Metro Weekly

Holiday Help

Volunteers bring Thanksgiving to all

In the 12 years that Craig Shniderman has worked as the Executive Director of Food & Friends, an organization that prepares, packages and delivers food to more than 1,000 residents of metropolitan Washington who are living with HIV/AIDS, cancer and other illnesses, all of the its clients have been fed on Thanksgiving.

”No one misses a meal,” Shniderman says. There have been three late meals — volunteers driving in unfamiliar areas — but even those reached their destination.

It’s a reputation Shniderman hopes to keep. The organization is looking for about 100 additional volunteers who can help deliver food on Thanksgiving Day, Nov. 23.

”Thanksgiving is our largest single volunteer event of the year,” Shniderman says. ”We think of the holiday as Thanksgiving week because the preparations for the holiday go on [that long].”

The volunteer-based organization is also scheduled to honor some of its donors during its ”Major Donor Celebrity Chef Dinner,” on Tuesday, Nov. 14, before focusing all of its resources on Thanksgiving. In addition to the many donors, Food & Friends operates with the help of 3,500 volunteers throughout the year. Shniderman says 625 of those volunteers help out the week leading up to Thanksgiving.

Communications Director Lisa Butenhall says the organization has enough kitchen volunteers who plan to prepare enough food for about 700 deliveries, but there is still a need for more people to help with the deliveries.

On the Monday and Wednesday prior to Thanksgiving, volunteers will deliver apple pies, pumpkin pies and ”Turkey Boxes,” for those clients who live the furthest away from the Food & Friends kitchen. On Thanksgiving Day, volunteers will help deliver food, assemble food and also work as ”Thanksgiving Pilgrims,” by greeting kitchen and delivery volunteers, helping load delivery bags into vans and assisting with traffic control.

Shniderman says each client will receive enough food to serve six people, per request.

”For many people who are sick and often alone, Thanksgiving is a very difficult time,” he says. ”It’s very rare that our clients can be the ‘head of the table’ so to speak, because usually our clients are dependant on the generosity of others.”

Volunteers change that dynamic, he says.

”[O]n Thanksgiving Day, because of our volunteers, the clients can be the hosts the givers of generosity. That means a lot to people who are in difficult circumstances.”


AIM OF THE EXERCISE → From the line that contains "Discover where <element>woman</element> is." to the last line of the entries, write each line out exactly; include both ends and nothing else.

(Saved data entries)
-- Opening Marker --

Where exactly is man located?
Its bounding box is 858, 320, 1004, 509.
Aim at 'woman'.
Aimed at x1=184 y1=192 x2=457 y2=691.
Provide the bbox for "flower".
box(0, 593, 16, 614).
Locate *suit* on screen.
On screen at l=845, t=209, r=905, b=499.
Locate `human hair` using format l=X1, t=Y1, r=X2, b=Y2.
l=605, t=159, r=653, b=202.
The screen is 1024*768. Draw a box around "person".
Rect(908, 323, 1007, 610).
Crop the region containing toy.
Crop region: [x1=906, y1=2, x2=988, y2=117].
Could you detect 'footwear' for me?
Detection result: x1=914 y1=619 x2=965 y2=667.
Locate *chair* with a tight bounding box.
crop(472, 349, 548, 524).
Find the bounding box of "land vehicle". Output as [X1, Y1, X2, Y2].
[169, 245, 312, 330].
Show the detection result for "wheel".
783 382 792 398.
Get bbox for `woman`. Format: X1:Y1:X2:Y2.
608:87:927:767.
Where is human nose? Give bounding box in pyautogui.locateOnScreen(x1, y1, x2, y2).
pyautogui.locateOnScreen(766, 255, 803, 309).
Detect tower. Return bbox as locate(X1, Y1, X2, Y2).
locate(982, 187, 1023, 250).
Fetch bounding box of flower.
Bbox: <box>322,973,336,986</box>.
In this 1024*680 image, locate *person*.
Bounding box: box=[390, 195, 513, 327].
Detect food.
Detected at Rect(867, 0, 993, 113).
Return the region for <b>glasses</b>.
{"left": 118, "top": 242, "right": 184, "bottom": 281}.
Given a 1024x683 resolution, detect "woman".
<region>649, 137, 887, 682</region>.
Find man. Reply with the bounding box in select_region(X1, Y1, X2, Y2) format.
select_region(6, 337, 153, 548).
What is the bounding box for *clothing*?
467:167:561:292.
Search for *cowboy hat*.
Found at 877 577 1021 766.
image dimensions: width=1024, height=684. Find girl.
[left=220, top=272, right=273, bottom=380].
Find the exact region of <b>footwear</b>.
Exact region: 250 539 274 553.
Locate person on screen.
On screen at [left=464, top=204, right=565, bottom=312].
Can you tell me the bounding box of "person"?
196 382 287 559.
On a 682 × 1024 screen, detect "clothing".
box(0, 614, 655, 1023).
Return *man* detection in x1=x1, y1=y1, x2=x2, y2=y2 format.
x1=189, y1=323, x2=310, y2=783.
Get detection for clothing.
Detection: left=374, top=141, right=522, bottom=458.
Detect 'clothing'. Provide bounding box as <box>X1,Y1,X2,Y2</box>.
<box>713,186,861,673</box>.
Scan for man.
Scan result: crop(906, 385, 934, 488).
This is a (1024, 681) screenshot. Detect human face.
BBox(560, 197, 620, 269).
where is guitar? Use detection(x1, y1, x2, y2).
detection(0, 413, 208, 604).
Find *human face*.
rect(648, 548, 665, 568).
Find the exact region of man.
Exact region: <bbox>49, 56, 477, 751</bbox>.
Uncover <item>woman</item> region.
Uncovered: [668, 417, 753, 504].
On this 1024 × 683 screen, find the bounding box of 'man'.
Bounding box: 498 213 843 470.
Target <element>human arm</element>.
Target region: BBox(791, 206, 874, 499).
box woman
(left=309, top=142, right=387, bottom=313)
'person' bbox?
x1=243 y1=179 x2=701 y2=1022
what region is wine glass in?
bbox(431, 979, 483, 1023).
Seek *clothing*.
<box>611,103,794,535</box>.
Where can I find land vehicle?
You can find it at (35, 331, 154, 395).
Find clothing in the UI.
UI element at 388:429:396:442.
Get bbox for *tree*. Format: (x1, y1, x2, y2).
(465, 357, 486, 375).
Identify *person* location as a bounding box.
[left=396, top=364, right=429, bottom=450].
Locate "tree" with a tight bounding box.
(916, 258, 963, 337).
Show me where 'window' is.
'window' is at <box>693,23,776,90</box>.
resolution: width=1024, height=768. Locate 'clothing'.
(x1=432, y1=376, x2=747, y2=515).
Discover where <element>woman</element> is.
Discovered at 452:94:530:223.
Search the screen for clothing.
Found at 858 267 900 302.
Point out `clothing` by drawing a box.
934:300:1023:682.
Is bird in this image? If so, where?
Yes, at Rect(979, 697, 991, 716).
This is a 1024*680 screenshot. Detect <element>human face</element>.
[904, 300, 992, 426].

-- Closing Marker --

SOLUTION FOR THIS PROBLEM →
Discover where <element>woman</element> is.
Discovered at 452:94:530:223.
Search the screen for clothing.
Found at 858 267 900 302.
Point out `clothing` by drawing a box.
934:300:1023:682.
Is bird in this image? If so, where?
Yes, at Rect(979, 697, 991, 716).
This is a 1024*680 screenshot. Detect <element>human face</element>.
[904, 300, 992, 426].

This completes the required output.